Categories: Worldwide Science

Green Blog: In the Gulf's Depths, a Rare Time Capsule

New York Times Science - Fri, 05/18/2012 - 20:36
Using a remotely operated vehicle on the ocean floor, federal scientists happened upon the wreckage of a ship evoking a time when nations vied for power in the Americas.

Categories: Worldwide Science

Green Blog: Swapping Out Charcoal With Ethanol

New York Times Science - Fri, 05/18/2012 - 20:36
A company opened a biofuel plant to supply ethanol to households in the Mozambican capital that rely on charcoal for cooking fuel.

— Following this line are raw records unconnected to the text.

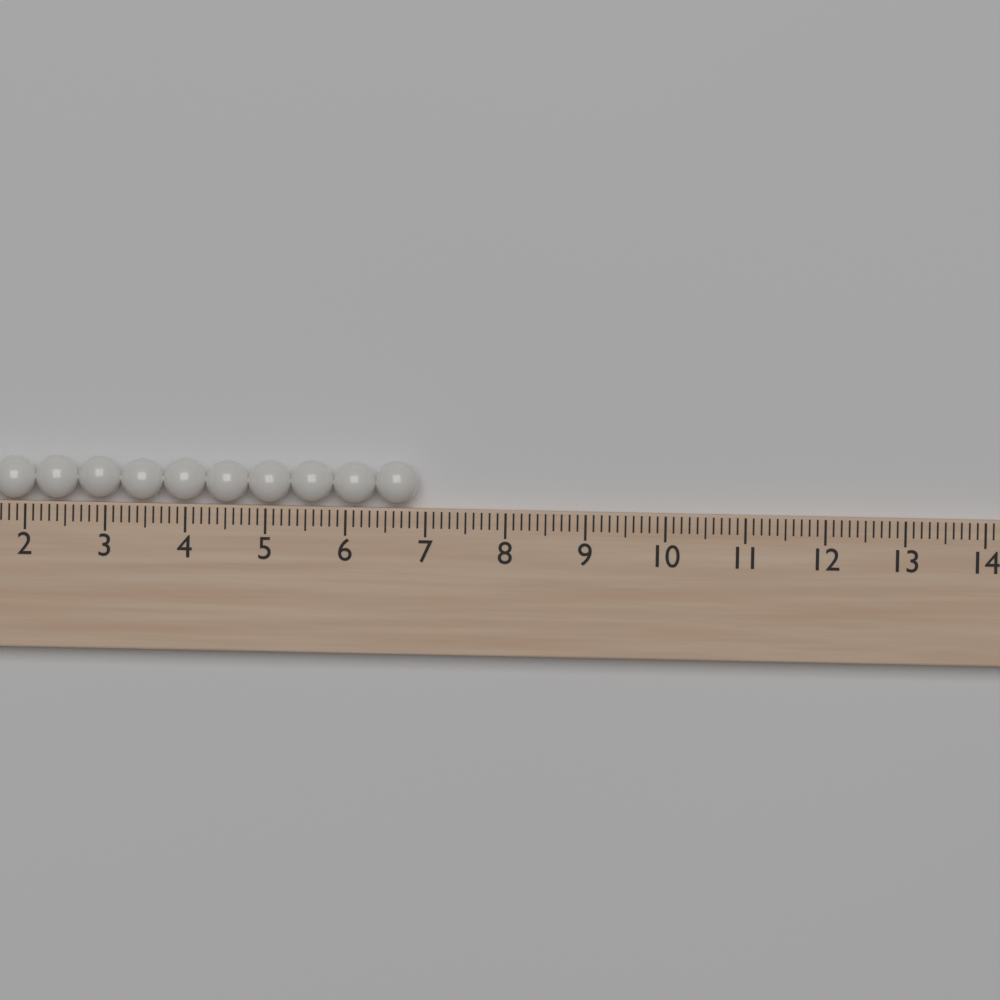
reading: 6.9 (no unit)
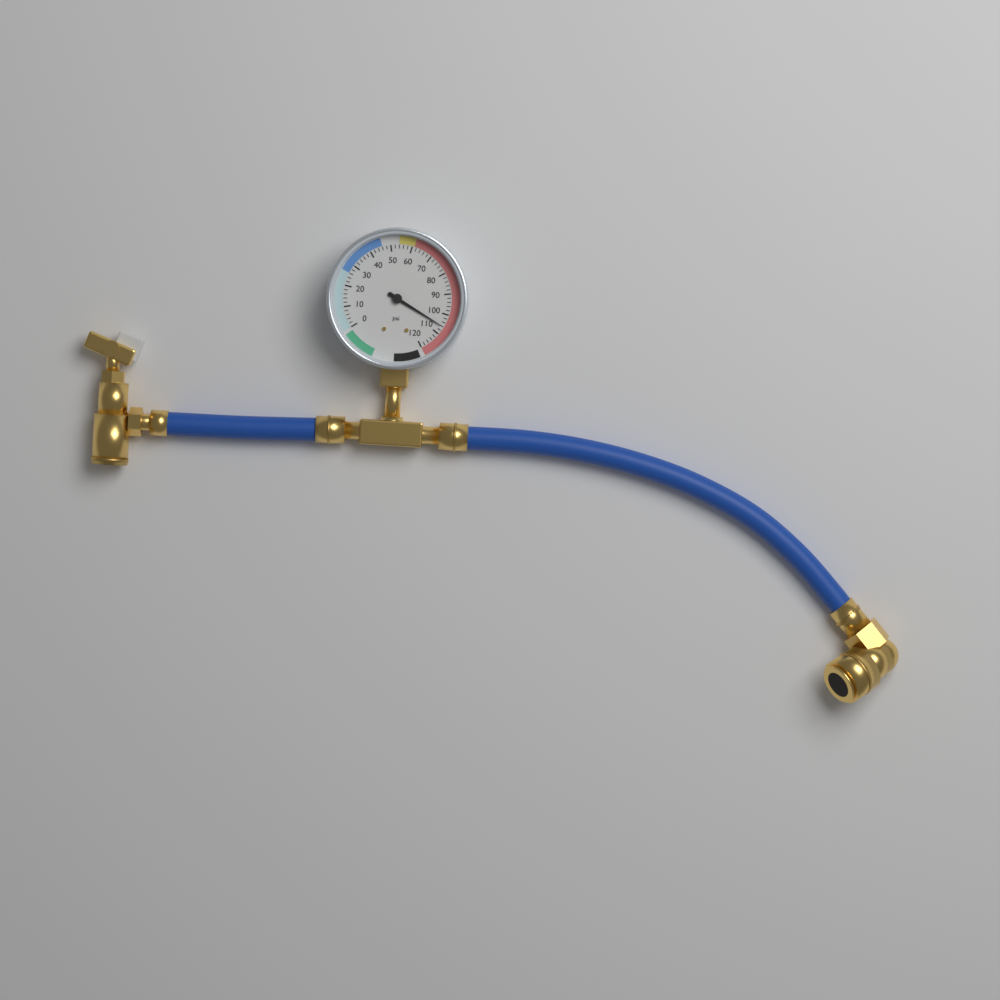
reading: 106 psi
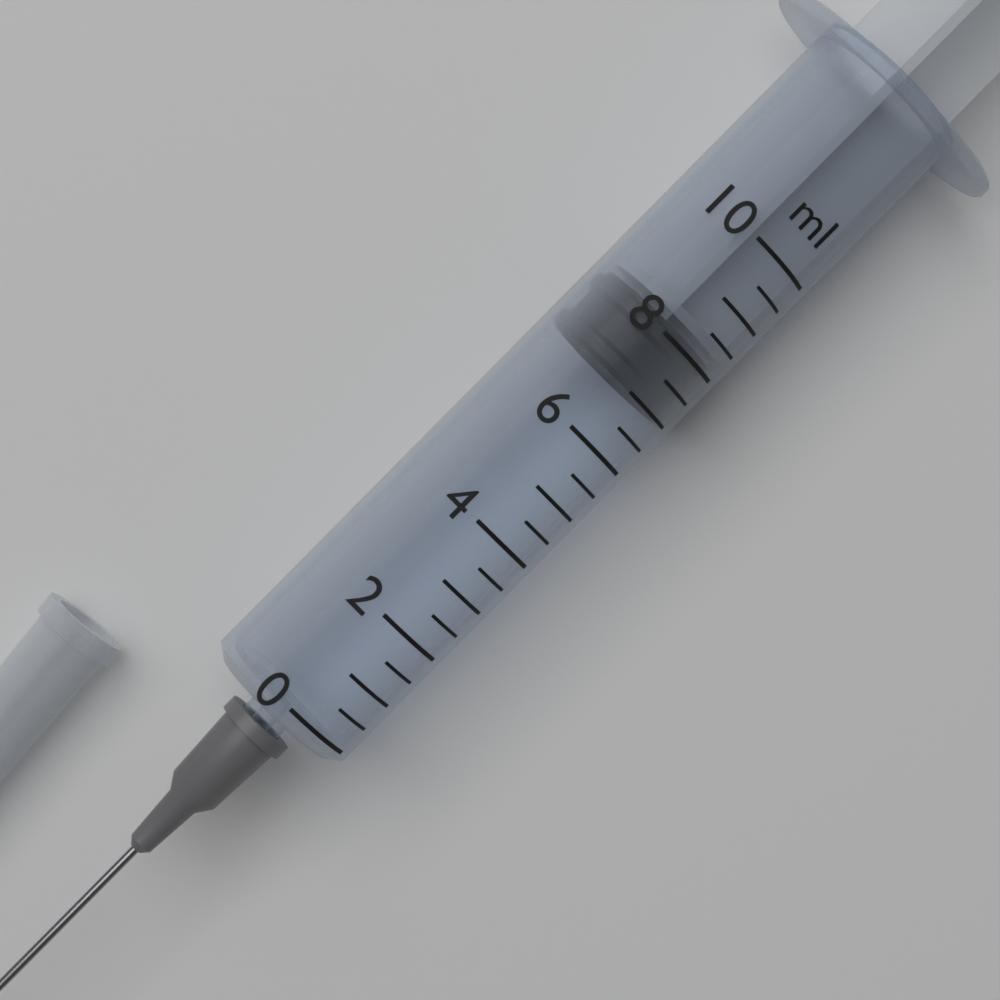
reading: 7.0 ml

Categories: Worldwide Science

Green Blog: On Our Radar: Tackling the Tsunami Debris

New York Times Science - Fri, 05/18/2012 - 20:36
An agency official said that the federal government lacked the financing to cover a cleanup of the tsunami debris washing up in Alaska and other states.

Categories: Worldwide Science

Newfound exoplanet may turn to dust: Planet’s dust cloud may explain strange patterns of light from its star

Science Daily - Fri, 05/18/2012 - 17:23
Researchers have detected a possible planet, some 1,500 light years away, that appears to be evaporating under the blistering heat of its parent star. The scientists infer that a long tail of debris -- much like the tail of a comet -- is following the planet, and that this tail may tell the story of the planet's disintegration. According to the team's calculations, the tiny exoplanet, not much larger than Mercury, will completely disintegrate within 100 million years.
Categories: Worldwide Science

Scientist at Work Blog: Don't Feed Wild Dolphins (Even if They Beg)

New York Times Science - Fri, 05/18/2012 - 16:11
Human feeding of wild dolphins brings them into contact with anglers and their gear, and leads to increases in serious dolphin injuries and deaths.

Categories: Worldwide Science

Side Effects: Microscopic Neighbors, Evolving Together

New York Times Science - Fri, 05/18/2012 - 15:50
A novel experiment sought to demonstrate that how different living things in a community bump up against one another affects how they evolve.

Categories: Worldwide Science

Observatory: Brittle Stars Put Their Best Foot Forward

New York Times Science - Fri, 05/18/2012 - 15:50
Despite lacking bilateral symmetry, brittle stars, related to starfish, can choose one of their five limbs to be front-facing and use two others to move.